Winchester, Hampshire, UK
• Just for the record, I am not “pro-gun”. For example, I strongly support banning assault weapons in the US. There is extensive empirical evidence for an intimate relationship between the distribution of access to decisive coercive threat – democratised or hierarchically controlled – and the political organisation of local economies or polities.
Evolving morals
I share Susan Hall’s irritation with assertions that because infidelity is normal in humans it must be acceptable (13 October, p 31). But I feel that she, like many others, nevertheless accepts the central tenet of such arguments, which portrays moral behaviour as an unhelpful side-effect of human intelligence rather than something which is selected for by evolution.
These “scientific” arguments, like those which “demonstrated” that people of colour were inferior, are merely attempts by parasitic humans to hijack science to justify their amoral life positions. In takes but a moment’s thought to realise that human ascendance is due to cooperation, and cooperation requires trust. The development of trust requires codes of behaviour that are accepted – morals.
So much food
In his review of One Billion Hungry, Fred Pearce says: “Of course, everyone should put their shoulder to the wheel to double global food production by 2050” (13 October, p 50). I am curious as to why.
Today’s population stands at 7 billion and is forecast to rise to 9 billion by 2050. It doesn’t take a doubling of food production to feed these extra people. One billion people may be going hungry today, but a billion of us are also overfed and around a third of current food production goes to waste.
• The target of doubling production stems from assumptions about rising demand, especially for meat.
Not perpetual fuel
Unless someone has repealed the second law of thermodynamics, there is no prospect whatsoever of producing fuel from air without using more energy than that fuel delivers (27 October, p 20).

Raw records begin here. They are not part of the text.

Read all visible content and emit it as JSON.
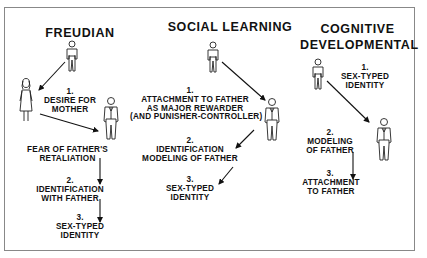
{
  "diagram": {
    "columns": [
      {
        "title": "FREUDIAN",
        "steps": [
          {
            "number": "1.",
            "text": "DESIRE FOR\nMOTHER"
          },
          {
            "number": "",
            "text": "FEAR OF FATHER'S\nRETALIATION"
          },
          {
            "number": "2.",
            "text": "IDENTIFICATION\nWITH FATHER"
          },
          {
            "number": "3.",
            "text": "SEX-TYPED\nIDENTITY"
          }
        ],
        "figures": [
          "boy",
          "mother",
          "father"
        ]
      },
      {
        "title": "SOCIAL LEARNING",
        "steps": [
          {
            "number": "1.",
            "text": "ATTACHMENT TO FATHER\nAS MAJOR REWARDER\n(AND PUNISHER-CONTROLLER)"
          },
          {
            "number": "2.",
            "text": "IDENTIFICATION\nMODELING OF FATHER"
          },
          {
            "number": "3.",
            "text": "SEX-TYPED\nIDENTITY"
          }
        ],
        "figures": [
          "boy",
          "father"
        ]
      },
      {
        "title": "COGNITIVE\nDEVELOPMENTAL",
        "steps": [
          {
            "number": "1.",
            "text": "SEX-TYPED\nIDENTITY"
          },
          {
            "number": "2.",
            "text": "MODELING\nOF FATHER"
          },
          {
            "number": "3.",
            "text": "ATTACHMENT\nTO FATHER"
          }
        ],
        "figures": [
          "boy",
          "father"
        ]
      }
    ],
    "colors": {
      "ink": "#111111",
      "border": "#888888",
      "background": "#ffffff"
    }
  }
}
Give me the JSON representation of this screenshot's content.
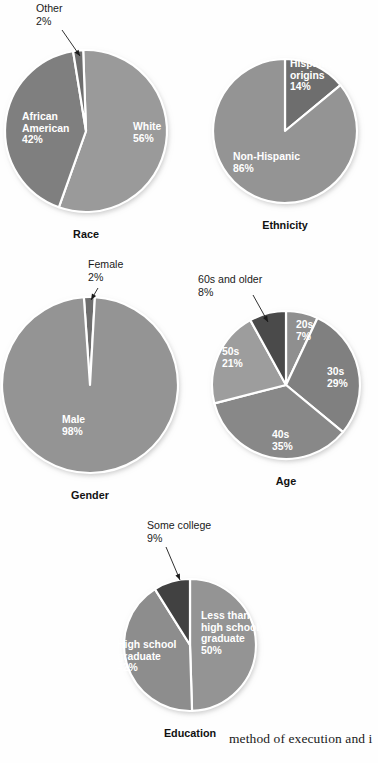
{
  "page": {
    "background_color": "#fefefe",
    "footer_text": "method of execution and i"
  },
  "palette": {
    "light_gray": "#9a9a9a",
    "mid_gray": "#868686",
    "dark_gray": "#6e6e6e",
    "darkest_gray": "#4a4a4a",
    "slice_divider": "#ffffff",
    "label_text": "#ffffff",
    "callout_text": "#1a1a1a",
    "title_text": "#111111"
  },
  "charts": [
    {
      "id": "race",
      "title": "Race",
      "cx": 86,
      "cy": 131,
      "r": 81,
      "start_angle": -2,
      "slices": [
        {
          "label": "White",
          "percent_label": "56%",
          "value": 56,
          "color": "#9a9a9a",
          "label_pos": "inside",
          "lx": 133,
          "ly": 130
        },
        {
          "label": "African\nAmerican",
          "percent_label": "42%",
          "value": 42,
          "color": "#7f7f7f",
          "label_pos": "inside",
          "lx": 22,
          "ly": 120
        },
        {
          "label": "Other",
          "percent_label": "2%",
          "value": 2,
          "color": "#6e6e6e",
          "label_pos": "callout",
          "lx": 36,
          "ly": 12,
          "leader": [
            [
              62,
              30
            ],
            [
              80,
              56
            ]
          ]
        }
      ]
    },
    {
      "id": "ethnicity",
      "title": "Ethnicity",
      "cx": 285,
      "cy": 131,
      "r": 72,
      "start_angle": 0,
      "slices": [
        {
          "label": "Hispanic\norigins",
          "percent_label": "14%",
          "value": 14,
          "color": "#6e6e6e",
          "label_pos": "inside",
          "lx": 290,
          "ly": 67
        },
        {
          "label": "Non-Hispanic",
          "percent_label": "86%",
          "value": 86,
          "color": "#949494",
          "label_pos": "inside",
          "lx": 233,
          "ly": 160
        }
      ]
    },
    {
      "id": "gender",
      "title": "Gender",
      "cx": 90,
      "cy": 385,
      "r": 88,
      "start_angle": -4,
      "slices": [
        {
          "label": "Female",
          "percent_label": "2%",
          "value": 2,
          "color": "#6e6e6e",
          "label_pos": "callout",
          "lx": 88,
          "ly": 268,
          "leader": [
            [
              98,
              288
            ],
            [
              91,
              300
            ]
          ]
        },
        {
          "label": "Male",
          "percent_label": "98%",
          "value": 98,
          "color": "#949494",
          "label_pos": "inside",
          "lx": 62,
          "ly": 423
        }
      ]
    },
    {
      "id": "age",
      "title": "Age",
      "cx": 286,
      "cy": 385,
      "r": 74,
      "start_angle": 0,
      "slices": [
        {
          "label": "20s",
          "percent_label": "7%",
          "value": 7,
          "color": "#8f8f8f",
          "label_pos": "inside",
          "lx": 296,
          "ly": 328
        },
        {
          "label": "30s",
          "percent_label": "29%",
          "value": 29,
          "color": "#808080",
          "label_pos": "inside",
          "lx": 327,
          "ly": 375
        },
        {
          "label": "40s",
          "percent_label": "35%",
          "value": 35,
          "color": "#888888",
          "label_pos": "inside",
          "lx": 272,
          "ly": 438
        },
        {
          "label": "50s",
          "percent_label": "21%",
          "value": 21,
          "color": "#9d9d9d",
          "label_pos": "inside",
          "lx": 222,
          "ly": 355
        },
        {
          "label": "60s and older",
          "percent_label": "8%",
          "value": 8,
          "color": "#4a4a4a",
          "label_pos": "callout",
          "lx": 198,
          "ly": 283,
          "leader": [
            [
              253,
              295
            ],
            [
              268,
              322
            ]
          ]
        }
      ]
    },
    {
      "id": "education",
      "title": "Education",
      "cx": 190,
      "cy": 645,
      "r": 66,
      "start_angle": 0,
      "slices": [
        {
          "label": "Less than\nhigh school\ngraduate",
          "percent_label": "50%",
          "value": 50,
          "color": "#949494",
          "label_pos": "inside",
          "lx": 201,
          "ly": 619
        },
        {
          "label": "High school\ngraduate",
          "percent_label": "42%",
          "value": 42,
          "color": "#8d8d8d",
          "label_pos": "inside",
          "lx": 117,
          "ly": 648
        },
        {
          "label": "Some college",
          "percent_label": "9%",
          "value": 9,
          "color": "#414141",
          "label_pos": "callout",
          "lx": 147,
          "ly": 529,
          "leader": [
            [
              166,
              547
            ],
            [
              180,
              580
            ]
          ]
        }
      ]
    }
  ]
}
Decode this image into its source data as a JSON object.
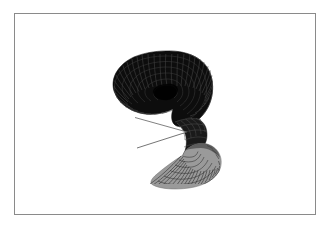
{
  "page": {
    "background_color": "#ffffff",
    "width": 332,
    "height": 231
  },
  "figure": {
    "frame": {
      "border_color": "#8a8a8a",
      "border_width_px": 1,
      "background_color": "#ffffff",
      "left": 14,
      "top": 13,
      "width": 302,
      "height": 202
    },
    "caption": "",
    "title": "",
    "axis_labels": {
      "x": "",
      "y": "",
      "z": ""
    },
    "tick_labels": [],
    "legend": [],
    "annotations": []
  },
  "chart_data": {
    "type": "line",
    "title": "",
    "subtitle": "",
    "xlabel": "",
    "ylabel": "",
    "grid": false,
    "legend_position": "none",
    "render_style": "3d-wireframe-mesh",
    "surface": {
      "parametric": true,
      "u_range": [
        0,
        6.2832
      ],
      "v_range": [
        -1,
        1
      ],
      "u_steps": 48,
      "v_steps": 14
    },
    "parts": [
      {
        "name": "upper-funnel",
        "fill_color": "#0d0d0d",
        "stroke_color": "#3a3a3a",
        "center_x": 163,
        "center_y": 78,
        "radius_x": 52,
        "radius_y": 30,
        "rib_count": 44,
        "ring_count": 7,
        "opening_direction": "up-left"
      },
      {
        "name": "neck",
        "fill_color": "#1a1a1a",
        "stroke_color": "#4a4a4a",
        "center_x": 181,
        "center_y": 120,
        "radius_x": 13,
        "radius_y": 8,
        "rib_count": 30,
        "ring_count": 5,
        "opening_direction": "twist"
      },
      {
        "name": "lower-funnel",
        "fill_color": "#9a9a9a",
        "stroke_color": "#2e2e2e",
        "center_x": 177,
        "center_y": 150,
        "radius_x": 46,
        "radius_y": 24,
        "rib_count": 44,
        "ring_count": 7,
        "opening_direction": "down-right"
      },
      {
        "name": "white-wedge-notch",
        "fill_color": "#ffffff",
        "apex_x": 172,
        "apex_y": 118,
        "left_x": 122,
        "top_y": 104,
        "bottom_y": 133
      }
    ],
    "bounds": {
      "left": 112,
      "right": 210,
      "top": 50,
      "bottom": 176
    },
    "colors": {
      "dark_surface": "#0d0d0d",
      "light_surface": "#9a9a9a",
      "mesh_line": "#2e2e2e",
      "background": "#ffffff",
      "frame": "#8a8a8a"
    }
  }
}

But that is not the economic question: you do not reject your laptop or mobile telephone just because the battery requires more energy to charge than it returns.
If fuel from air is anything, it is a form of energy storage, not generation.
• Sorry, this was a case of poor wording. You are right: the point is that the energy used in producing the fuel should not be too high and the ultimate cost of the fuel should not be prohibitive. If renewable energy is used to generate the gasoline, which when burned returns the same carbon dioxide to the air, it is a carbon-neutral form of energy storage.
A toxin's toll
Jessica Hamzelou reports that 80 per cent of older people’s brain cells are vulnerable to developing DNA damage (29 September, p 6). Could this be due to an external toxic agent, such as aluminium, to which older brains have been exposed for longer?
In 1988, for example, 20 tonnes of aluminium sulphate got into the water supply serving the town of Camelford, Cornwall. Residents reported memory loss, premature ageing, rashes and joint pains.
A 1999 report in the British Medical Journal concluded that some suffered “considerable damage” to brain function ().
Aluminium sulphate is routinely added to a host of products that we consume, including tap water.
Eat your words
Feedback hints at the problem faced by those with toilet systems that clog easily in phrasing delicately what may be placed in the pan (20 October). The captain of a cruise ship on which I recently travelled advised passengers succinctly that, other than toilet paper, if “you haven’t eaten it, don’t put it in the toilet”.
For the record
• It would have been better if we had mentioned that the photo of Kelly Richardson’s video installation Mariner 9 (25 August, p 50) was taken at its in Whitley Bay, UK, and that it was commissioned by Newcastle’s , which worked with Richardson to develop the piece.